Phil. Ninety-five to the minute! You are just now in a fit frame of mind to write a political pamphlet. Pray consider what will be the issue of this madness?
Lis. No more! Now for my catalogue; and let me attend to my marks. But our friend is not forgetful of his promise?
Phil. I dare say he will assist us in regulating the prices we ought to give—and more particularly in making us acquainted with the most notable book-collectors.
Upon my readily acquiescing in their demand, we leapt from the chaise (giving orders for it to attend by three o'clock) and hurried immediately up stairs into the auction room.
The clock had struck twelve, and in half an hour the sale was to begin. Not more than nine or ten gentlemen were strolling about the room: some examining the volumes which were to be sold, and making hieroglyphical marks thereupon, in their catalogues: some giving commissions to the clerk who entered their names, with the sums they intended staking, in a manner equally hieroglyphical. Others, again, seemed to be casting an eye of vacancy over the whole collection; or waiting till a book friend arrived with whom they might enter into a little chat. You observe, my friends, said I, softly, yonder active and keen-visaged gentleman? 'Tis Lepidus. Like Magliabechi, content with frugal fare and frugal clothing[186] and preferring the riches of a library to those of house-furniture, he is insatiable in his bibliomaniacal appetites. "Long experience has made him sage:" and it is not therefore without just reason that his opinions are courted, and considered as almost oracular. You will find that he will take his old station, commanding the right or left wing of the auctioneer; and that he will enliven, by the gaiety and shrewdness of his remarks, the circle that more immediately surrounds him. Some there are who will not bid 'till Lepidus bids; and who surrender all discretion and opinion of their own to his universal book-knowledge. The consequence is that Lepidus can, with difficulty, make purchases for his own library; and a thousand dexterous and happy manœuvres are of necessity obliged to be practised by him, whenever a rare or curious book turns up. How many fine collections has this sagacious bibliomaniac seen disposed of! Like Nestor, who preaches about the fine fellows he remembered in his youth, Lepidus (although barely yet in his grand climacteric!) will depicture, with moving eloquence, the numerous precious volumes of far-famed collectors, which he has seen, like Macbeth's witches,
"Come like shadows, so depart!"
[186] Tenni cultu, victuque contentus, quidquid ei pecuniæ superaret in omnigenæ eruditionis libros comparandos erogabat, selectissimamque voluminum multitudinem ea mente adquisivit, ut aliquando posset publicæ utilitati—dicari, Præf. Bibl. Magliab. a Fossio, p. x.
And when any particular class of books, now highly coveted, but formerly little esteemed, comes under the hammer, and produces a large sum,—ah then! 'tis pleasant to hear Lepidus exclaim—
O mihi præteritos referat si Jupiter annos!
Justly respectable as are his scholarship and good sense, he is not what you may call a fashionable collector; for old chronicles and romances are most rigidly discarded from his library. Talk to him of Hoffmen, Schoettgenius, Rosenmuller, and Michaelis, and he will listen courteously to your conversation; but when you expatiate, however learnedly and rapturously, upon Froissart and Prince Arthur, he will tell you that he has a heart of stone upon the subject; and that even a clean uncut copy of an original impression of each, by Verard or by Caxton, would not bring a single tear of sympathetic transport in his eyes.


Problem requirements: Images excluded, repeat each entry below exactly.

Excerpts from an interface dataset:
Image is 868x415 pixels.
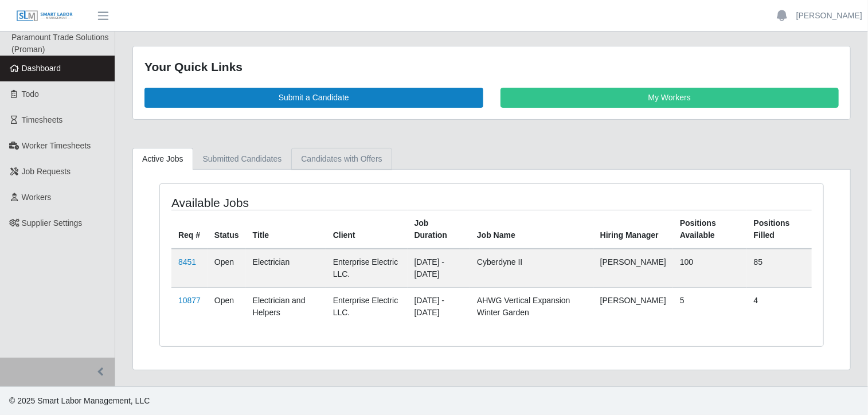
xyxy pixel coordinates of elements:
[208,287,246,326] td: Open
[22,193,52,202] span: Workers
[193,148,292,170] a: Submitted Candidates
[11,33,109,54] span: Paramount Trade Solutions (Proman)
[407,210,470,249] th: Job Duration
[22,63,61,73] span: Dashboard
[9,396,149,406] span: © 2025 Smart Labor Management, LLC
[16,9,74,23] img: SLM Logo
[593,249,672,288] td: [PERSON_NAME]
[326,210,407,249] th: Client
[179,296,200,305] a: 10877
[470,249,593,288] td: Cyberdyne II
[22,167,71,176] span: Job Requests
[22,90,39,98] span: Todo
[208,210,246,249] th: Status
[501,88,839,108] a: My Workers
[179,257,196,267] a: 8451
[22,218,82,228] span: Supplier Settings
[672,249,747,288] td: 100
[291,148,391,170] a: Candidates with Offers
[407,287,470,326] td: [DATE] - [DATE]
[593,210,672,249] th: Hiring Manager
[326,287,407,326] td: Enterprise Electric LLC.
[672,210,747,249] th: Positions Available
[246,287,326,326] td: Electrician and Helpers
[145,58,839,77] div: Your Quick Links
[747,287,811,326] td: 4
[171,196,428,210] h4: Available Jobs
[145,88,483,108] a: Submit a Candidate
[208,249,246,288] td: Open
[470,287,593,326] td: AHWG Vertical Expansion Winter Garden
[470,210,593,249] th: Job Name
[407,249,470,288] td: [DATE] - [DATE]
[747,210,811,249] th: Positions Filled
[132,148,193,170] a: Active Jobs
[326,249,407,288] td: Enterprise Electric LLC.
[22,141,91,150] span: Worker Timesheets
[246,210,326,249] th: Title
[171,210,208,249] th: Req #
[796,9,862,22] a: [PERSON_NAME]
[246,249,326,288] td: Electrician
[593,287,672,326] td: [PERSON_NAME]
[747,249,811,288] td: 85
[672,287,747,326] td: 5
[22,115,63,125] span: Timesheets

Answer to this problem:
Image is 868x415 pixels.
xyxy pixel coordinates of elements:
[208,287,246,326] td: Open
[22,193,52,202] span: Workers
[193,148,292,170] a: Submitted Candidates
[11,33,109,54] span: Paramount Trade Solutions (Proman)
[407,210,470,249] th: Job Duration
[22,63,61,73] span: Dashboard
[9,396,149,406] span: © 2025 Smart Labor Management, LLC
[16,9,74,23] img: SLM Logo
[593,249,672,288] td: [PERSON_NAME]
[326,210,407,249] th: Client
[179,296,200,305] a: 10877
[470,249,593,288] td: Cyberdyne II
[22,167,71,176] span: Job Requests
[22,90,39,98] span: Todo
[208,210,246,249] th: Status
[501,88,839,108] a: My Workers
[179,257,196,267] a: 8451
[22,218,82,228] span: Supplier Settings
[672,249,747,288] td: 100
[291,148,391,170] a: Candidates with Offers
[407,287,470,326] td: [DATE] - [DATE]
[593,210,672,249] th: Hiring Manager
[326,287,407,326] td: Enterprise Electric LLC.
[672,210,747,249] th: Positions Available
[246,287,326,326] td: Electrician and Helpers
[145,58,839,77] div: Your Quick Links
[747,287,811,326] td: 4
[171,196,428,210] h4: Available Jobs
[145,88,483,108] a: Submit a Candidate
[208,249,246,288] td: Open
[470,287,593,326] td: AHWG Vertical Expansion Winter Garden
[470,210,593,249] th: Job Name
[407,249,470,288] td: [DATE] - [DATE]
[747,210,811,249] th: Positions Filled
[132,148,193,170] a: Active Jobs
[326,249,407,288] td: Enterprise Electric LLC.
[22,141,91,150] span: Worker Timesheets
[246,210,326,249] th: Title
[171,210,208,249] th: Req #
[796,9,862,22] a: [PERSON_NAME]
[246,249,326,288] td: Electrician
[593,287,672,326] td: [PERSON_NAME]
[747,249,811,288] td: 85
[672,287,747,326] td: 5
[22,115,63,125] span: Timesheets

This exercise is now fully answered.